Not exact matches
If this is true, then only the
vision of the eschatological banquet could be an image
of the good, whereas the image
of dying for the other — though it is the advent
of the good in fallen time — can not itself be the final good, without once more subordinating the
person to an impersonal totality, in this case an abstract moral principle.

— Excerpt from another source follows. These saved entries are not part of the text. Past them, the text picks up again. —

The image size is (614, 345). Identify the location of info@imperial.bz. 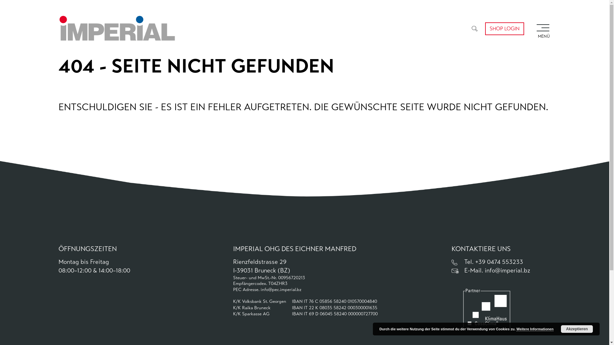
(507, 271).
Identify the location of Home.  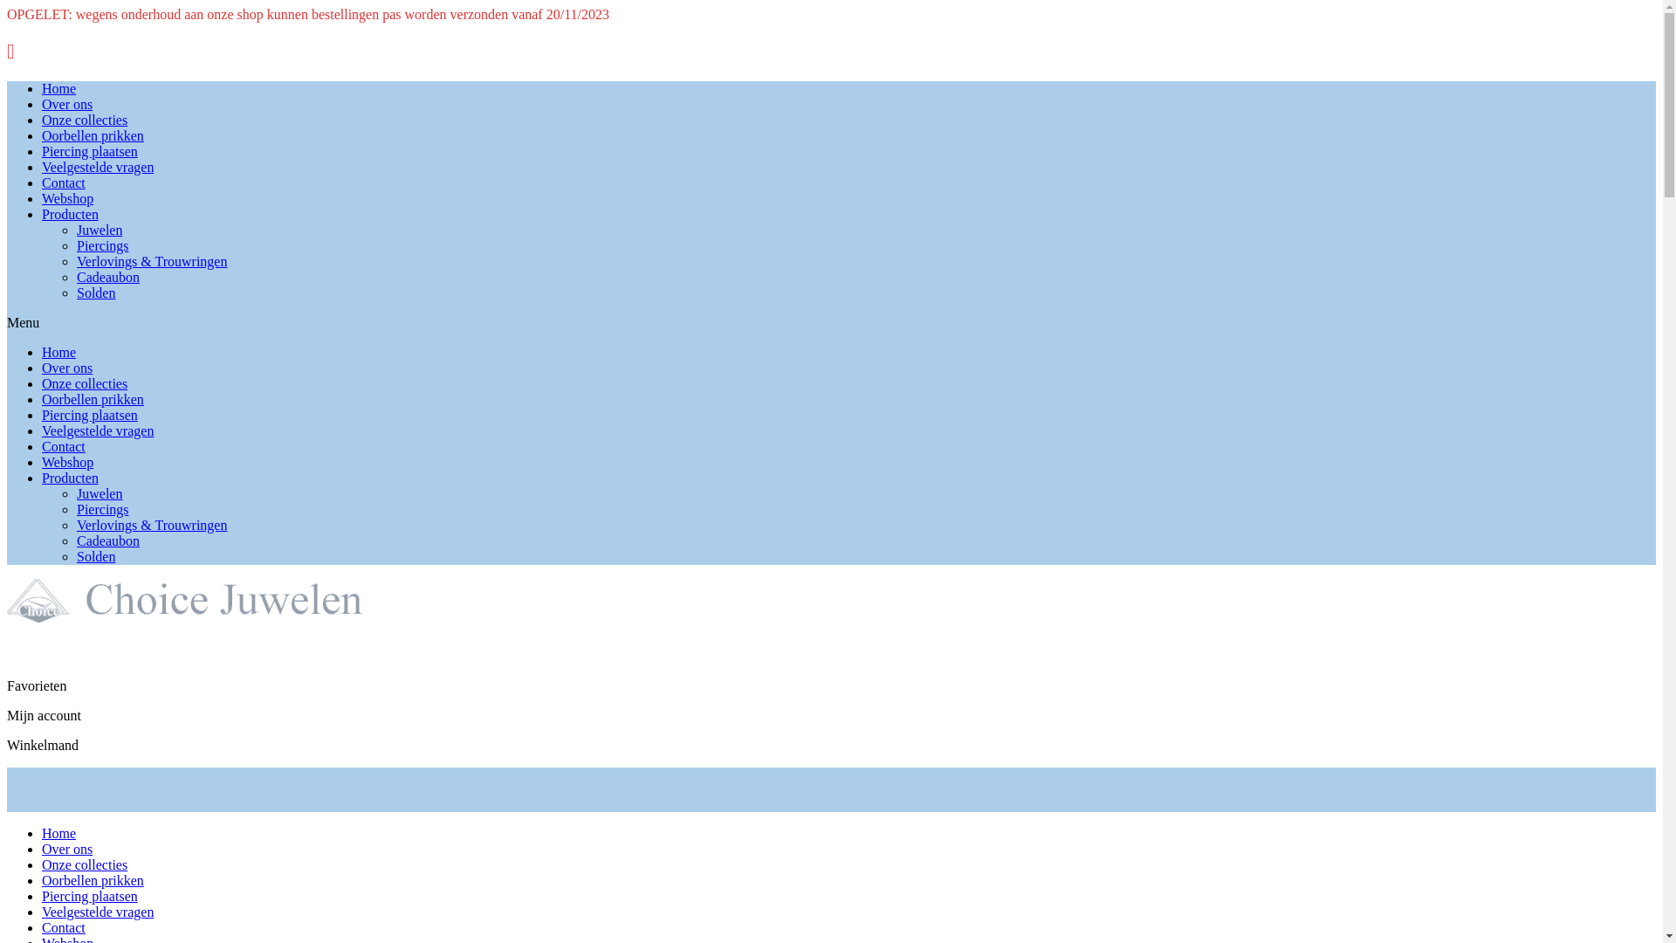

I prefer a more primitive conception
of heaven, a heaven that is concrete,
peopled, concatenated, hierarchical and symphonic; as lush as the pure land
of the celestial Buddha Amitabha, as visceral as the Islamic garden
of the houris, as engrossing to an academic like me as the rabbinic
vision of heaven as a Talmudic house
of study, and as immediate as the paradise that Christ promised to the good thief
dying at his side.
After all, the team - oriented focus
of hospice — in which doctors, nurses, chaplains and social workers join forces together in caring for
dying persons and their families — draws its animating
vision from the Christian tradition.
For a fine exposition
of the process - relational
vision, appropriating the insights
of psychology, and concrete in its orientation, dealing with the issues
of death and
dying, loss and bereavement, see Kinast, Robert L., When a
Person Dies: Pastoral Theology in Death Experiences (New York: The Crossroad Publishing Company, 1984); also by the same author, an excellent delineation
of the major tenets
of process thought and process theology in particular, is «A Process Model
of Theological Reflection» The Journal
of Pastoral Care 37 (June, 1983), pp. 144 - 156.
With the support
of a few volunteers at the time that Neil
died, Cameron took on the challenge
of creating what NSF says was a
vision of «a time when technology would allow
people who just happened to be in wheelchairs to have the same choices, opportunities, and quality
of life as any other
person.»
In her book, The Top Five Regrets
of the
Dying, Bronnie Ware, a hospice nurse, writes
of the phenomenal clarity
of vision people gain on their deathbed.
With the possible exception
of WALL - E's depiction
of our planet as a depopulated trash heap, this is perhaps Pixar's bleakest
vision, a world in which one
dies not once but twice, the second time from a collective disregard for a
person's very existence.
He had had a
vision that he would
die soon, at the hands
of his own
people.
Doomsday handles it a little better, peppering the story with moments where Rufus seems to have learned from his future
visions, but ultimately by time the ending comes around it still doesn't feel like he's anywhere near being the kind
of person who would willingly
die to save everyone else, even his beloved Goal.